We slowed down, and for a long time crossed Salt Lake on a fill. This short cut over the bounding main is a great saving compared with the old route around the top of the lake. Then finally we got right out on the water, and were slowed down to a 30-mile-an-hour speed. Heavy trains are not allowed to go faster, but the streamliners, being lighter, can step up to 45, and do. On and on and on you go over the water, with the mountains on the western shore getting no closer. Clear air makes a bum out of you when you try to judge distances. You give yourself ten minutes at the most to get over there, and it's an hour if it's a minute before you get among those rocks again. It is only single track over the salty water, and trains run on a block. The second section of our Overland could be seen away behind us, proceeding cautiously. There are no curves. The railway just keeps right on plugging ahead, and you tend to tire, after the novelty passes, of this dead world. Finally we hit solid land, and on the dreary flats there we saw huge saline stretches. The old German dining car steward who had been on the run over 30 years said that he could remember when there was water there.

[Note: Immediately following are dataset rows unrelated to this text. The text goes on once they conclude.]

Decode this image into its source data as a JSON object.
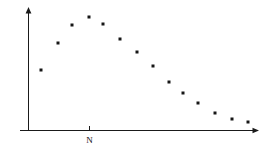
{
  "chart_data": {
    "type": "scatter",
    "title": "",
    "subtitle": "",
    "xlabel": "",
    "ylabel": "",
    "legend": [],
    "grid": false,
    "legend_position": "none",
    "xlim": [
      0,
      15.5
    ],
    "ylim": [
      0,
      100
    ],
    "x_tick_labels": [
      "N"
    ],
    "x_tick_values": [
      4
    ],
    "y_tick_labels": [],
    "annotations": [],
    "marker": {
      "shape": "square",
      "color": "#161616",
      "size_px": 3
    },
    "axes": {
      "x_axis_color": "#1a1a1a",
      "y_axis_color": "#1a1a1a",
      "x_axis_arrow": true,
      "y_axis_arrow": true
    },
    "series": [
      {
        "name": "series-1",
        "color": "#161616",
        "x": [
          1,
          2,
          3,
          4,
          5,
          6,
          7,
          8,
          9,
          10,
          11,
          12,
          13,
          14,
          15
        ],
        "y": [
          49,
          71,
          87,
          93,
          86,
          79,
          74,
          65,
          54,
          46,
          39,
          32,
          25,
          20,
          17
        ],
        "points_px": [
          {
            "x": 41,
            "y": 70
          },
          {
            "x": 58,
            "y": 43
          },
          {
            "x": 72,
            "y": 25
          },
          {
            "x": 89,
            "y": 17
          },
          {
            "x": 103,
            "y": 24
          },
          {
            "x": 120,
            "y": 39
          },
          {
            "x": 137,
            "y": 52
          },
          {
            "x": 153,
            "y": 66
          },
          {
            "x": 169,
            "y": 82
          },
          {
            "x": 183,
            "y": 93
          },
          {
            "x": 198,
            "y": 103
          },
          {
            "x": 215,
            "y": 113
          },
          {
            "x": 232,
            "y": 119
          },
          {
            "x": 248,
            "y": 122
          }
        ]
      }
    ]
  },
  "figure": {
    "x_axis_label_n": "N",
    "background_color": "#ffffff",
    "ink_color": "#161616"
  }
}
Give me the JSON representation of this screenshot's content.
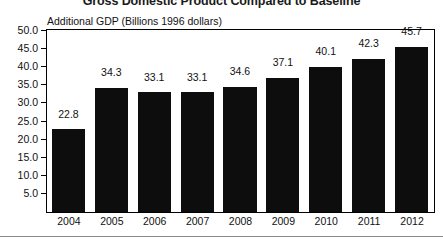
{
  "chart_data": {
    "type": "bar",
    "title": "Gross Domestic Product Compared to Baseline",
    "subtitle": "Additional GDP (Billions 1996 dollars)",
    "xlabel": "",
    "ylabel": "Additional GDP (Billions 1996 dollars)",
    "categories": [
      "2004",
      "2005",
      "2006",
      "2007",
      "2008",
      "2009",
      "2010",
      "2011",
      "2012"
    ],
    "values": [
      22.8,
      34.3,
      33.1,
      33.1,
      34.6,
      37.1,
      40.1,
      42.3,
      45.7
    ],
    "value_labels": [
      "22.8",
      "34.3",
      "33.1",
      "33.1",
      "34.6",
      "37.1",
      "40.1",
      "42.3",
      "45.7"
    ],
    "ylim": [
      0,
      50
    ],
    "ytick_values": [
      50.0,
      45.0,
      40.0,
      35.0,
      30.0,
      25.0,
      20.0,
      15.0,
      10.0,
      5.0
    ],
    "ytick_labels": [
      "50.0",
      "45.0",
      "40.0",
      "35.0",
      "30.0",
      "25.0",
      "20.0",
      "15.0",
      "10.0",
      "5.0"
    ],
    "grid": false,
    "legend": null,
    "bar_color": "#0d0d0d",
    "background_color": "#ffffff",
    "axis_color": "#000000"
  }
}
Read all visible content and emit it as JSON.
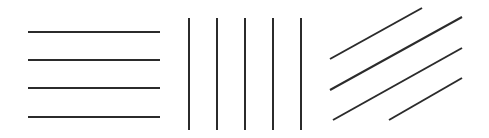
{
  "line_color": "#2b2b2b",
  "background_color": "#ffffff",
  "groups": [
    {
      "name": "horizontal",
      "orientation": "horizontal",
      "line_count": 4
    },
    {
      "name": "vertical",
      "orientation": "vertical",
      "line_count": 5
    },
    {
      "name": "diagonal",
      "orientation": "diagonal-ascending",
      "line_count": 4
    }
  ]
}
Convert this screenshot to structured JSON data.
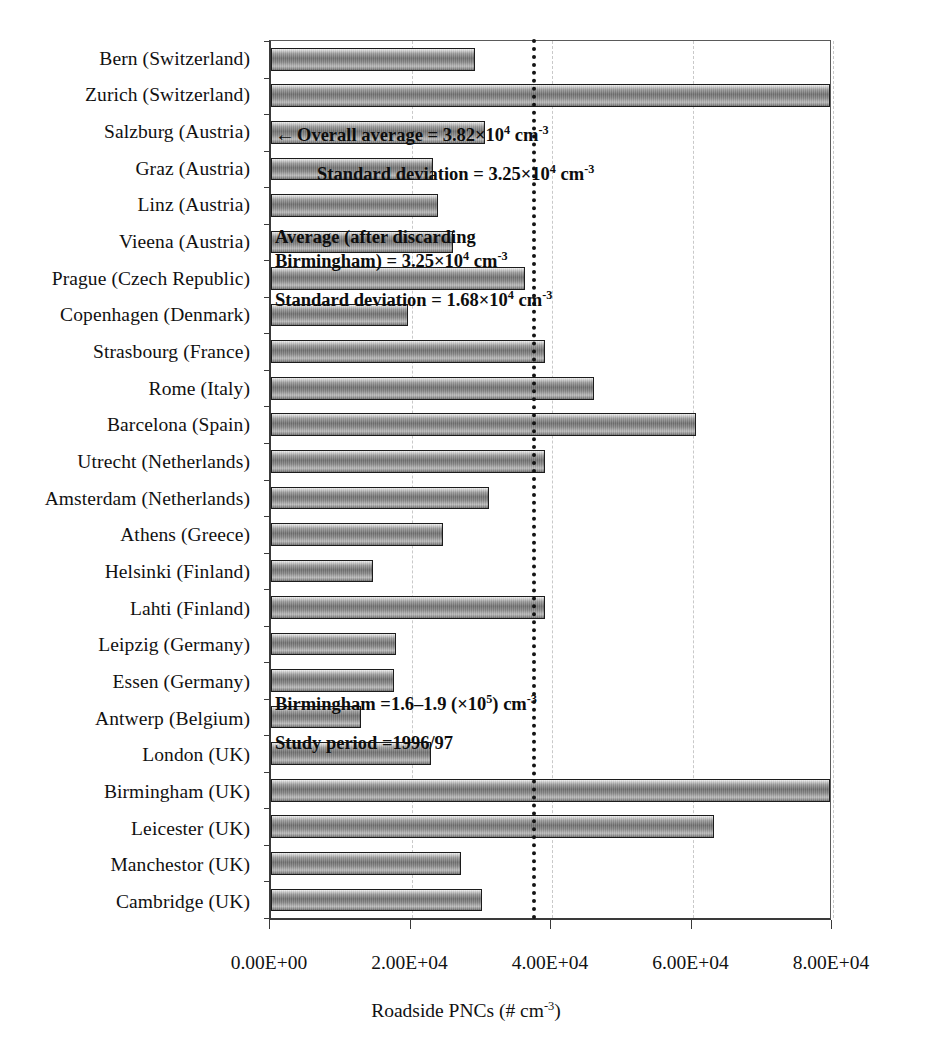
{
  "chart_data": {
    "type": "bar",
    "orientation": "horizontal",
    "title": "",
    "xlabel": "Roadside PNCs (# cm-3)",
    "xlabel_parts": {
      "main": "Roadside PNCs (# cm",
      "sup": "-3",
      "tail": ")"
    },
    "ylabel": "",
    "xlim": [
      0,
      80000
    ],
    "xticks": [
      0,
      20000,
      40000,
      60000,
      80000
    ],
    "xticklabels": [
      "0.00E+00",
      "2.00E+04",
      "4.00E+04",
      "6.00E+04",
      "8.00E+04"
    ],
    "grid": "vertical-dashed",
    "legend": "none",
    "categories": [
      "Bern (Switzerland)",
      "Zurich (Switzerland)",
      "Salzburg (Austria)",
      "Graz (Austria)",
      "Linz (Austria)",
      "Vieena (Austria)",
      "Prague (Czech Republic)",
      "Copenhagen (Denmark)",
      "Strasbourg (France)",
      "Rome (Italy)",
      "Barcelona (Spain)",
      "Utrecht (Netherlands)",
      "Amsterdam (Netherlands)",
      "Athens (Greece)",
      "Helsinki (Finland)",
      "Lahti (Finland)",
      "Leipzig (Germany)",
      "Essen (Germany)",
      "Antwerp (Belgium)",
      "London (UK)",
      "Birmingham (UK)",
      "Leicester (UK)",
      "Manchestor (UK)",
      "Cambridge (UK)"
    ],
    "values": [
      29000,
      80000,
      30500,
      23000,
      23800,
      25900,
      36200,
      19500,
      39000,
      46000,
      60500,
      39000,
      31000,
      24500,
      14500,
      39000,
      17800,
      17500,
      12800,
      22800,
      88000,
      63000,
      27000,
      30000
    ],
    "value_notes": {
      "Birmingham (UK)": "bar extends beyond axis maximum (160000-190000)",
      "Zurich (Switzerland)": "bar reaches axis maximum"
    },
    "reference_line": {
      "value": 37200,
      "style": "dotted",
      "color": "#141414",
      "label": "Overall average"
    }
  },
  "annotations": {
    "overall_average": {
      "arrow": "←",
      "prefix": "Overall average = 3.82×10",
      "sup": "4",
      "unit_main": " cm",
      "unit_sup": "-3"
    },
    "overall_sd": {
      "prefix": "Standard deviation = 3.25×10",
      "sup": "4",
      "unit_main": " cm",
      "unit_sup": "-3"
    },
    "discard_average_line1": "Average (after discarding",
    "discard_average_line2": {
      "prefix": "Birmingham) = 3.25×10",
      "sup": "4",
      "unit_main": " cm",
      "unit_sup": "-3"
    },
    "discard_sd": {
      "prefix": "Standard deviation = 1.68×10",
      "sup": "4",
      "unit_main": " cm",
      "unit_sup": "-3"
    },
    "birmingham_note": {
      "prefix": "Birmingham =1.6–1.9 (×10",
      "sup": "5",
      "unit_main": ") cm",
      "unit_sup": "-3"
    },
    "study_period": "Study period =1996/97"
  },
  "caption": "",
  "colors": {
    "bar_fill_dark": "#6f6f6f",
    "bar_fill_light": "#f2f2f2",
    "bar_border": "#1c1c1c",
    "axis": "#3a3a3a",
    "gridline": "#c9c9c9",
    "reference_line": "#141414",
    "text": "#111111",
    "background": "#ffffff"
  }
}
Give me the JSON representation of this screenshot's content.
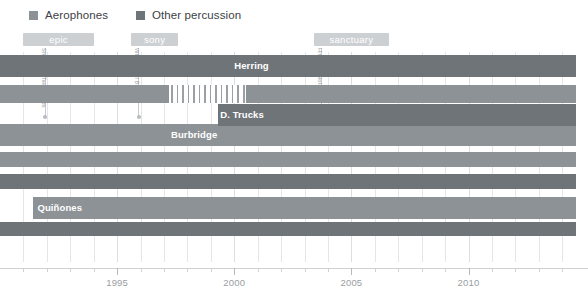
{
  "legend": {
    "items": [
      {
        "label": "Aerophones",
        "color": "#8c9296",
        "icon": "square-swatch-icon"
      },
      {
        "label": "Other percussion",
        "color": "#6f7479",
        "icon": "square-swatch-icon"
      }
    ]
  },
  "eras": [
    {
      "label": "epic",
      "start": 1991.0,
      "end": 1994.0,
      "color": "#cdd0d3"
    },
    {
      "label": "sony",
      "start": 1995.6,
      "end": 1997.6,
      "color": "#cdd0d3"
    },
    {
      "label": "sanctuary",
      "start": 2003.4,
      "end": 2006.6,
      "color": "#cdd0d3"
    }
  ],
  "albums": [
    {
      "label": "Shades of Two Worlds",
      "year": 1991.9
    },
    {
      "label": "Where It All Begins",
      "year": 1995.9
    },
    {
      "label": "Hittin' the Note",
      "year": 2003.7
    }
  ],
  "chart_data": {
    "type": "bar",
    "title": "",
    "xlabel": "",
    "ylabel": "",
    "orientation": "horizontal",
    "xlim": [
      1990.0,
      2015.1
    ],
    "grid": true,
    "legend_position": "top-left",
    "xticks_major": [
      1995,
      2000,
      2005,
      2010
    ],
    "xticks_minor": [
      1991,
      1992,
      1993,
      1994,
      1996,
      1997,
      1998,
      1999,
      2001,
      2002,
      2003,
      2004,
      2006,
      2007,
      2008,
      2009,
      2011,
      2012,
      2013,
      2014
    ],
    "xticklabels": [
      "1995",
      "2000",
      "2005",
      "2010"
    ],
    "categories": [
      "Herring",
      "D. Trucks",
      "",
      "Burbridge",
      "",
      "",
      "Quiñones",
      ""
    ],
    "series": [
      {
        "name": "Aerophones",
        "color": "#8c9296",
        "bars": [
          {
            "label": "",
            "start": 1990.0,
            "end": 2014.6,
            "row": 1
          },
          {
            "label": "Burbridge",
            "start": 1990.0,
            "end": 2014.6,
            "row": 3
          },
          {
            "label": "",
            "start": 1990.0,
            "end": 2014.6,
            "row": 4
          },
          {
            "label": "Quiñones",
            "start": 1991.4,
            "end": 2014.6,
            "row": 6
          }
        ]
      },
      {
        "name": "Other percussion",
        "color": "#6f7479",
        "bars": [
          {
            "label": "Herring",
            "start": 1990.0,
            "end": 2014.6,
            "row": 0
          },
          {
            "label": "D. Trucks",
            "start": 1999.3,
            "end": 2014.6,
            "row": 2
          },
          {
            "label": "",
            "start": 1990.0,
            "end": 2014.6,
            "row": 5
          },
          {
            "label": "",
            "start": 1990.0,
            "end": 2014.6,
            "row": 7
          }
        ]
      }
    ],
    "bar_label_positions": [
      {
        "text": "Herring",
        "year": 2000.0,
        "row": 0
      },
      {
        "text": "D. Trucks",
        "year": 1999.4,
        "row": 2
      },
      {
        "text": "Burbridge",
        "year": 1997.3,
        "row": 3
      },
      {
        "text": "Quiñones",
        "year": 1991.6,
        "row": 6
      }
    ],
    "hatched_segment": {
      "row": 1,
      "start": 1997.2,
      "end": 2000.5,
      "stripes": 14
    }
  }
}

Then the train ran through country that wasn't rough enough to be interesting, and not inhabited - enough to cause any untoward gaping. In a word, it bored me. But we finally came to a stop, and it was Montello, Nevada. No matter what a dump it was, I Jumped out, camera in hand, and photographed the pool hall. I had touched Nevada soil, I had photographed my first Nevada landscape - the pool room was the only thing I could snipe at - and the day was a success.